How do we prepare for death? By living.
Sunday Homily for November 30, 2008 
First Sunday in Advent (1AdvB)
By Fr. James Gilhooley


SUNDAY READINGS


A dramatic picture appeared in a newspaper. It was a young man dead from a drug overdose in his cherry red Corvette. The car was parked beside a parking meter that read "TIME EXPIRED." But so, too, is my clock expiring. So is yours. No wonder Jesus says today, "Stay awake."
An auto decal reads: "Jesus is coming back. Look busy." Today's Gospel affirms He will return for each of us.

Rod McKuen's ballad sets the theme for today's Gospel. "We've all grown older. Come see where we have been, out here rusting in the rain."

In a twenty four hour period, I learned of the sudden death in separate incidents of three friends. Each was younger than I. This fresh Advent I am reminded vividly I do not know "when the Master of the house is coming." Their death tells us that we all live "in the shadow of eternity."

The disciple asked, "How do we prepare for death?" The hermit replied simply, "By living." Somehow these next four weeks, we must learn to live as if the Christ was crucified yesterday, rose this early morning, and will return for us at any hour. Would that we could in this fresh liturgical year come to remember today's first reading that God is the potter and we are but the clay!

To paraphrase a Time magazine article, Advent is the season in which we Christians preside over the reinvention of ourselves. We strive to climb out of our deepest problems by reimagining our Christian lives. It should be, as Thomas Merton advises, "the beginning of the end in us of all that is not Christ."

The Church wisely gives us these next four weeks to let us know Jesus is not enchanted with us. Yet, even a quick self-examination tells us that we are unhappy with our own situations. Each of us is shot through with potentialities which we have been fearful to actualize to this point at least. Change and growth frighten everyone. Yet, John Powell advises us, "There is an old Christian tradition that God sends each person into this world with a special message to deliver, a special song to sing for others, a special act of love to bestow."

Were a scientist to warn us that an earthquake measuring 7.0 on the Richter scale was fast approaching, we would take every precaution imaginable. Yet, unhappily, the Master's prediction that He shall return does not move us to make even accidental changes in our lives. But, given the on target correctness of the prophecies of His first arrival told in Micheas 5:2-6 and Isaiah 9: 6-7, one would think we would be smart enough to act accordingly. Should we decide not to do so, we can hardly fault the Early Warning System God has today put in place in Mark's Gospel. "Be on your guard..."

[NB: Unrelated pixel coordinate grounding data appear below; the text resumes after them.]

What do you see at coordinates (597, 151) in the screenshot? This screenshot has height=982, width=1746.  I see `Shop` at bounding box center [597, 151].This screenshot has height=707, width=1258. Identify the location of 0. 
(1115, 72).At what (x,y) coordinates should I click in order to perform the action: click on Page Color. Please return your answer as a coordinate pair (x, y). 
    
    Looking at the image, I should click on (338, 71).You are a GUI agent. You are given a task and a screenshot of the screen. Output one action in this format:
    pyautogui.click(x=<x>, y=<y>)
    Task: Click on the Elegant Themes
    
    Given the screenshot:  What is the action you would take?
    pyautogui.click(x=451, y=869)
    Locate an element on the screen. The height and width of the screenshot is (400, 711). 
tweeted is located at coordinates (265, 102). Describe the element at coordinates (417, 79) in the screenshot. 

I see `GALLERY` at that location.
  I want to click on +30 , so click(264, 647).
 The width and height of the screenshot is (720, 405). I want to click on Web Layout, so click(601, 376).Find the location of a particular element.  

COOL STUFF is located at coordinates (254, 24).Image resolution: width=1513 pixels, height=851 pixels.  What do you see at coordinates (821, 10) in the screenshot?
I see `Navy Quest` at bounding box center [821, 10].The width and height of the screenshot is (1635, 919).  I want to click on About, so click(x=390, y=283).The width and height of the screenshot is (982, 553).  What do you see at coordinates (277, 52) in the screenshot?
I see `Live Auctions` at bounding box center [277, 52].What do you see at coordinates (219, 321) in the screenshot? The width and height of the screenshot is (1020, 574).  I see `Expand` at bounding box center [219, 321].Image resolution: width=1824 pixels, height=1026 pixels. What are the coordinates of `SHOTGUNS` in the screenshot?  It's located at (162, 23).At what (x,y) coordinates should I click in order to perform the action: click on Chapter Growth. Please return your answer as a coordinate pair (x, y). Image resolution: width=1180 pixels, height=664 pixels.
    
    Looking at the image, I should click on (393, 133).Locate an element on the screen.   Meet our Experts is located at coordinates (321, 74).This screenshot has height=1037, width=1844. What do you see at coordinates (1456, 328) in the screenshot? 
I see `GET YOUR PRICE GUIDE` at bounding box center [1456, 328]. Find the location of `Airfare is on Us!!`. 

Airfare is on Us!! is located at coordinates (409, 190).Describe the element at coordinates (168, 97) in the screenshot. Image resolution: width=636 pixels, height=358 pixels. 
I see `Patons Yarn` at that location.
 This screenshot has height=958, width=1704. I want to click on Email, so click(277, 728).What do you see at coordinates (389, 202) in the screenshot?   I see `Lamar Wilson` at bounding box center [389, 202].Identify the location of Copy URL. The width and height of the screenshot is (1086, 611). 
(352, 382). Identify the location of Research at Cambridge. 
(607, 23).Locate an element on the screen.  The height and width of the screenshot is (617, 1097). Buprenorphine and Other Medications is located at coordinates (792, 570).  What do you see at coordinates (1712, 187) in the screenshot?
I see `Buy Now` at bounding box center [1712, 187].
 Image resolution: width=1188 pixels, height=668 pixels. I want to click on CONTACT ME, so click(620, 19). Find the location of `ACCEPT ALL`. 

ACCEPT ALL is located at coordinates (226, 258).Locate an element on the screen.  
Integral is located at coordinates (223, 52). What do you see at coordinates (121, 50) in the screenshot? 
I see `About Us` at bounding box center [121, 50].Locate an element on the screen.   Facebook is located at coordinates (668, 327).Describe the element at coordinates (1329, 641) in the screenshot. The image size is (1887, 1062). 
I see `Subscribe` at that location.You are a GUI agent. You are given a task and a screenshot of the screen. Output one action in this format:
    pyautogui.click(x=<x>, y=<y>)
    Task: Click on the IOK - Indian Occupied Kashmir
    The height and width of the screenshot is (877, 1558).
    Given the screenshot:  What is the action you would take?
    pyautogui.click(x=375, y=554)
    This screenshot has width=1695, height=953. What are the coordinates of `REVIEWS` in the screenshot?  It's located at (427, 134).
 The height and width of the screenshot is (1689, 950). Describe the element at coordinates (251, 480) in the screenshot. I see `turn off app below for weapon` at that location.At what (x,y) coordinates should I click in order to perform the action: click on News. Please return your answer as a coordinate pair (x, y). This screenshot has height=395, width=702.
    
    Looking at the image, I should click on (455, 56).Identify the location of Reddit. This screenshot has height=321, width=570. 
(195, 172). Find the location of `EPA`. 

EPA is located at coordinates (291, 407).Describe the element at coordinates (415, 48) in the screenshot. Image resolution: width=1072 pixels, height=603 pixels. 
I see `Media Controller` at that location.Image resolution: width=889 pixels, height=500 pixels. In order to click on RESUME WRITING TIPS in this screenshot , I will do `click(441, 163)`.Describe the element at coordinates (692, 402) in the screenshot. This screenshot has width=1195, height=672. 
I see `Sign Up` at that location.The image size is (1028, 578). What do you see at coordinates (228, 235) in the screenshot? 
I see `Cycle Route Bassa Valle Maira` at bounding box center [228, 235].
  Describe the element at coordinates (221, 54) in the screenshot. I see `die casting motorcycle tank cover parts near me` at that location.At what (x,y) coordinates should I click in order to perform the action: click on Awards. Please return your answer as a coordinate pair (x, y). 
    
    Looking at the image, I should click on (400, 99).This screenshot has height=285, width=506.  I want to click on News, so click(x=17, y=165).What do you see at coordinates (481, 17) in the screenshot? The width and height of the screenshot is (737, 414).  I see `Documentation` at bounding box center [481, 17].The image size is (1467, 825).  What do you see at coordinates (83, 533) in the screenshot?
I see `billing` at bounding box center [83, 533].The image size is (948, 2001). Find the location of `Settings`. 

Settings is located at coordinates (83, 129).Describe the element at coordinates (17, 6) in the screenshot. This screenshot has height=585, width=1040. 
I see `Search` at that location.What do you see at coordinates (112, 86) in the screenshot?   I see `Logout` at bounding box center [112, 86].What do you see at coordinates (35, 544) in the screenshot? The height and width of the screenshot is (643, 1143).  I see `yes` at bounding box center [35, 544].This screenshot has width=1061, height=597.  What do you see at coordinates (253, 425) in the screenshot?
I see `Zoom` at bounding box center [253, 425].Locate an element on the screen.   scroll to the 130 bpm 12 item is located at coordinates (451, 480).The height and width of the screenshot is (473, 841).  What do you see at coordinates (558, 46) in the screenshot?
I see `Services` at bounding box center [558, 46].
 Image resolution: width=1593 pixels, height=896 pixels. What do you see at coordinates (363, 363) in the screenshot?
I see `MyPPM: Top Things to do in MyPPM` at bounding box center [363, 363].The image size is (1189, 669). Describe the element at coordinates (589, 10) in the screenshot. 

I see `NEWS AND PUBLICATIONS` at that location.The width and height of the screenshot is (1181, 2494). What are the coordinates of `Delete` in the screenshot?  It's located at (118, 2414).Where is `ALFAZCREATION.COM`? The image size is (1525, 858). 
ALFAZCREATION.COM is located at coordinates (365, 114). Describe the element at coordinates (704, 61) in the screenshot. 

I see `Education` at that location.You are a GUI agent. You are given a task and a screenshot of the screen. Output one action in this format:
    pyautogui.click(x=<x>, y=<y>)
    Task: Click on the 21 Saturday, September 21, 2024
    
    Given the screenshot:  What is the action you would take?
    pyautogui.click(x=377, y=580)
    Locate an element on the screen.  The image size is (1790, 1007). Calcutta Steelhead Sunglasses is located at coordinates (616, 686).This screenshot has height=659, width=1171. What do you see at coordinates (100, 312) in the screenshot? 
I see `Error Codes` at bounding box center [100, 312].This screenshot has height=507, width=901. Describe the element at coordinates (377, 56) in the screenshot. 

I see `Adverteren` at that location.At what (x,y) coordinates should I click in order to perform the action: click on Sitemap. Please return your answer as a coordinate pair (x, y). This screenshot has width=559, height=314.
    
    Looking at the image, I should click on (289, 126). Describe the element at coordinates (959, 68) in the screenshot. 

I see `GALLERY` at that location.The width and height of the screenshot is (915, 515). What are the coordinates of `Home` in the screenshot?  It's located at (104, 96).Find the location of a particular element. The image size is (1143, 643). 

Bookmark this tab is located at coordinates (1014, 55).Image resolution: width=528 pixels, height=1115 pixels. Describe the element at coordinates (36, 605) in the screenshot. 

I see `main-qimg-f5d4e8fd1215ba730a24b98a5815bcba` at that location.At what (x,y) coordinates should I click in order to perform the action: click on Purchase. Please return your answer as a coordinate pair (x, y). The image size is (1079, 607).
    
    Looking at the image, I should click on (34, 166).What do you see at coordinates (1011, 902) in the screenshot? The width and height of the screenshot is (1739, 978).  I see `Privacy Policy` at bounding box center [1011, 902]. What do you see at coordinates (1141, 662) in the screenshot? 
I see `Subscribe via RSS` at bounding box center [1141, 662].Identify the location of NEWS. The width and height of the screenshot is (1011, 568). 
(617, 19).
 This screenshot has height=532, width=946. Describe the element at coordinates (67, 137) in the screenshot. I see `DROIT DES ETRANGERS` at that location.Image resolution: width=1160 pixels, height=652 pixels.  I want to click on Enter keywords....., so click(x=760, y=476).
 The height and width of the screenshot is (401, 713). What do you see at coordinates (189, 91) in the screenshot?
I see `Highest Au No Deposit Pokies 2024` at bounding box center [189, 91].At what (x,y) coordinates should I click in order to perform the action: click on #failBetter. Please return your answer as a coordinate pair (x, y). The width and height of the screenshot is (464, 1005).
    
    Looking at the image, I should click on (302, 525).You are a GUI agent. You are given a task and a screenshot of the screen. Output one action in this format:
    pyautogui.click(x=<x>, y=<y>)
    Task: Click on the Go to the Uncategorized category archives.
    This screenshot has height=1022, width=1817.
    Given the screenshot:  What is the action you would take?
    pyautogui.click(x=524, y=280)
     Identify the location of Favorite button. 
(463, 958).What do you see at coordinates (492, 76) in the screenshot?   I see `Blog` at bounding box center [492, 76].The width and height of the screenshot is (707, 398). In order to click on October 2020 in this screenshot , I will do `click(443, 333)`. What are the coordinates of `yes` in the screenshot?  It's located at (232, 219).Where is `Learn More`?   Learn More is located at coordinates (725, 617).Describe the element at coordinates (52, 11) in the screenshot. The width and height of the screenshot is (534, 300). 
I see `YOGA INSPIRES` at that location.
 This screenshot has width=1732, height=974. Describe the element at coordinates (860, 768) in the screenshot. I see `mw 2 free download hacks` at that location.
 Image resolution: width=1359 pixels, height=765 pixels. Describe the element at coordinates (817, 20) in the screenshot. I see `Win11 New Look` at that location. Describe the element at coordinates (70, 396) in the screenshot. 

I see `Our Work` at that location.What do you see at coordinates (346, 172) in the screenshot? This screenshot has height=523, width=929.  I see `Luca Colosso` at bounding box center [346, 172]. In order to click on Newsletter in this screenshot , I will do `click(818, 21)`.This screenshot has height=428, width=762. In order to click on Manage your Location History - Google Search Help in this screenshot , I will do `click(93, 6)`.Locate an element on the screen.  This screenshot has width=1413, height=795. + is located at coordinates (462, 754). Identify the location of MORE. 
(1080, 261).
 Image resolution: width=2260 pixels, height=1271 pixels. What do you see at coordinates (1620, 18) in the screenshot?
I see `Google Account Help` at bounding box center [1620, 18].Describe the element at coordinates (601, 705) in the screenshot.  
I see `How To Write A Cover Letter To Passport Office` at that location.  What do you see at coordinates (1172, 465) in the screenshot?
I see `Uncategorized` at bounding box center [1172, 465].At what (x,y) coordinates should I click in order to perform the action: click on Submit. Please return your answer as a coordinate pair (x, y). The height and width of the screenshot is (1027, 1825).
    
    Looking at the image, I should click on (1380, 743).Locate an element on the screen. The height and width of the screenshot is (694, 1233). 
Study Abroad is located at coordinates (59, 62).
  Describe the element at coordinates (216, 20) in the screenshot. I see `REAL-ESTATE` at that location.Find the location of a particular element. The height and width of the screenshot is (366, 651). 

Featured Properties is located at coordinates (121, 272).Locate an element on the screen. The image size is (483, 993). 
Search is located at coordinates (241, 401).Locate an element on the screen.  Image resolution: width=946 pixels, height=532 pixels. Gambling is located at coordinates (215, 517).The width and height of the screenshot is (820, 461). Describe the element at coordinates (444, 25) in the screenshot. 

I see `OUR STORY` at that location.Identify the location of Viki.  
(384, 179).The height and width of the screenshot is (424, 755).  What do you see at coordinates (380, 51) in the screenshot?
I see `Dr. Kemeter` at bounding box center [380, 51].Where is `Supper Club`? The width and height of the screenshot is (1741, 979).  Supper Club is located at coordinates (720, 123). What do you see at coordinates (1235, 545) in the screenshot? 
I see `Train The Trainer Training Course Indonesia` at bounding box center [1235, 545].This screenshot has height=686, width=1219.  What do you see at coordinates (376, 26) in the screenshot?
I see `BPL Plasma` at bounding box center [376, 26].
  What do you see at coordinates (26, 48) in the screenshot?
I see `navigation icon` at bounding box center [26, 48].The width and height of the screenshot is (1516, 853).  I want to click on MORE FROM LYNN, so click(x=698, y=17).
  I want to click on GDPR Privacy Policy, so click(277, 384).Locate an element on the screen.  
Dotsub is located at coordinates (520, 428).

Many think they're too old to renew themselves. Knowing that, Glen Van Ekeren put together statistics. George Burns won an Oscar at 80. Golda Meir became Prime Minister of Israel at 71. At 96, George Bernard Shaw broke his leg when he fell out of a tree he was trimming. Grandma Moses began painting at 80. Michelangelo was 71 when he painted the Sistine chapel. Albert Schweitzer was performing surgery at 89. Casey Stengel was managing the Mets at 74. Do you still think you're too old? Yesterday we are told is a memory. Tomorrow but a dream.Now is the only time on which eternity depends.

A story comes to us from Eastern mysticism that we might want to make our own this Advent. "Abbot, what has God's wisdom taught you? Did you become divine?" "Not at all." Did you become a saint?" "No, as you can clearly see." "What then, O Abbot?" "I became awake!" The Abbot might have been reading today's Gospel "Be on your guard, stay awake..."

Charles Lindberg flew across the Atlantic Ocean solo and nonstop in 1927 from New York to Paris in 33 hours and 30 minutes. To get himself ready for the ordeal, he often refused to go to bed. When asked why, he replied, "Just practicing to stay awake all night." This is the attitude that Christ would have us bring to this opening day of Advent. "Stay awake. You don't know the day nor the hour when I will come for you."

Here are suggestions to start your reformation from the Providence Visitor, "Become a volunteer at a local hospital. Help a friend with a project he or she is working on. Offer comfort to someone unhappy. Stand up for someone being treated unfairly. Reconcile with someone you have quarreled with. Wish people you meet a good day and help make it so."